I was considering a gear ratio change too (has 3.42's right now), but since I have to do something about the exhaust now, and didn't really want to effect the gas mileage (pulls around 13 towing, 19 no tow), maybe the complete exhaust kit might be the way to go? Anybody else experiment with these motors?
 
any headers you install.......

will more efficient than stock manifolds. and you will see/ feel an improvement.
to obtain the most from your truck, you need a free flowing exhaust system, no less than 2 1/4in dia, 2 1/2 is normally used.
personally I'd stay away from flow masters as I feel their to loud, walker dyno max have good sound control and very low back pressure.
a cross over or balance tube will help mid range torque.
header length will be irrelevant because you are running a full exhaust system.
stick with smallest tube primary headers you can find, to help low end power. coated headers will last longer.

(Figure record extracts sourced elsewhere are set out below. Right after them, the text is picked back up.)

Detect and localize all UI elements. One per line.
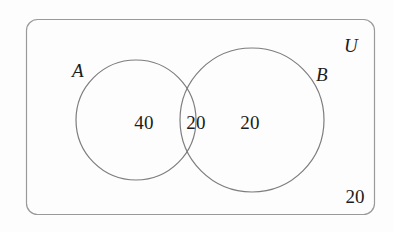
count-b-only: 20 <box>240 113 259 132</box>
count-intersection: 20 <box>186 113 205 132</box>
set-a-label: A <box>72 61 84 80</box>
count-a-only: 40 <box>134 113 153 132</box>
universal-set-label: U <box>344 36 358 55</box>
venn-diagram-figure: A B U 40 20 20 20 <box>0 0 394 232</box>
count-outside: 20 <box>346 187 365 206</box>
set-b-label: B <box>316 65 328 84</box>
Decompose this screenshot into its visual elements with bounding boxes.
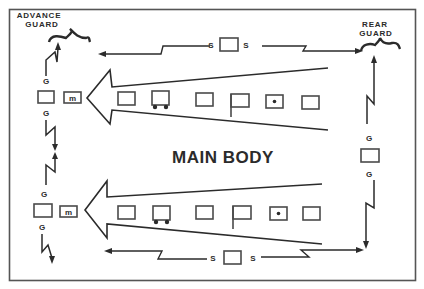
advance-guard-label-line2: GUARD bbox=[25, 20, 58, 29]
march-formation-diagram: ADVANCE GUARD REAR GUARD S S G m G G m bbox=[0, 0, 424, 289]
right-guard-g2: G bbox=[366, 170, 372, 179]
lower-column-units bbox=[118, 206, 320, 229]
bottom-security-s-left: S bbox=[210, 254, 216, 263]
top-security-s-right: S bbox=[243, 41, 249, 50]
flag-icon bbox=[233, 206, 251, 229]
top-security-unit bbox=[220, 38, 238, 51]
vehicle-box-icon bbox=[118, 92, 135, 105]
vehicle-box-icon bbox=[196, 93, 213, 106]
vehicle-box-icon bbox=[196, 206, 213, 219]
left-lower-guard-group: m G bbox=[34, 204, 77, 264]
right-rear-guard-group: G G bbox=[361, 55, 379, 249]
left-upper-guard-g1: G bbox=[43, 77, 49, 86]
left-lower-guard-g1: G bbox=[41, 190, 47, 199]
left-lower-guard-unit bbox=[34, 204, 52, 217]
top-security-s-left: S bbox=[208, 41, 214, 50]
rear-guard-label-line1: REAR bbox=[362, 20, 388, 29]
left-lower-guard-g2: G bbox=[39, 223, 45, 232]
diagram-frame bbox=[10, 10, 416, 281]
advance-guard-brace-icon bbox=[49, 29, 90, 42]
rear-guard-label-line2: GUARD bbox=[359, 29, 392, 38]
flag-icon bbox=[231, 94, 249, 117]
bottom-security-unit bbox=[224, 251, 241, 264]
top-security-link: S S bbox=[98, 38, 363, 57]
wheeled-vehicle-icon bbox=[153, 206, 170, 224]
vehicle-box-icon bbox=[303, 207, 320, 220]
command-post-icon bbox=[270, 207, 287, 220]
hq-m-symbol-icon: m bbox=[69, 94, 76, 103]
left-upper-guard-g2: G bbox=[43, 109, 49, 118]
advance-guard-label-line1: ADVANCE bbox=[17, 11, 62, 20]
command-post-icon bbox=[266, 95, 283, 108]
rear-guard-brace-icon bbox=[361, 38, 400, 51]
vehicle-box-icon bbox=[302, 96, 319, 109]
right-guard-g1: G bbox=[366, 134, 372, 143]
vehicle-box-icon bbox=[118, 206, 135, 219]
right-guard-unit bbox=[361, 149, 379, 162]
left-upper-guard-unit bbox=[38, 91, 54, 103]
main-body-title: MAIN BODY bbox=[172, 148, 274, 167]
bottom-security-link: S S bbox=[104, 247, 364, 264]
left-middle-guard-link: G bbox=[41, 120, 58, 199]
left-upper-guard-link: G m G bbox=[38, 42, 81, 118]
wheeled-vehicle-icon bbox=[152, 91, 169, 109]
hq-m-symbol-icon: m bbox=[65, 208, 72, 217]
bottom-security-s-right: S bbox=[250, 254, 256, 263]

where I used to work, we ran chevy 5.7 roller motors to 200K mi, with no issues.
 
What i love about my 98 Silverado with the same motor is how quiet it is,I actually take it on long trips instead of my cars.
Headers, off road h pipe,+ cat back is going to make it alot louder + give it alot of drone,especially under a load, like when towing.
That would irritate me,+ would not like the truck as much, before you do it i would definetly look into how loud it makes it.I would suggest maybe just going with high flow cats to free up a few hp. Unless you don't mind loud stinky trucks, then i'd say lose the cats,go headers + flowmasters.
 
Mine is a little older(94), longer(burb), and a few more miles(275). Mine had the muffler nipple break off the muffler. I bought a 3" cat back flowmaster setup. It has worked great for at least 70k. Louder but not obnoxious. It has a big 3chamber muffler and the pipe turns out and down after the pass rear tire. I think it was about $300 shipped from Summit a few years back. I like it.
 
I got a 93 suburban, with 192k miles on it. alot of the 90s trucks have large resonators on them.... take em off to free up a little mid range power and replace it with some dryer tubing... and if it has a plastic air channel in the fender, take that out too. as for exhaust Im more for power than sound. Id go with a nice magnaflow setup channeled and a crossover to a nice tip... any tip should work really. also a high flow cat...
 
If I go with headers, off road pipes, etc, how do you go about re-tuning these creatures? The truck had a stock exhaust except for a flowmaster muffler...wasn't too loud but the muffler sure rotted pretty good after (4) years.
 
My $.02...

Did some back to back tests on the 96 Subby I had...Stock exhaust, vs shorty headers.... After many hrs of labor, results were non exsistent. The dyno reading tolerances were more than the gains..The tests were so inconclusive, the article was not published.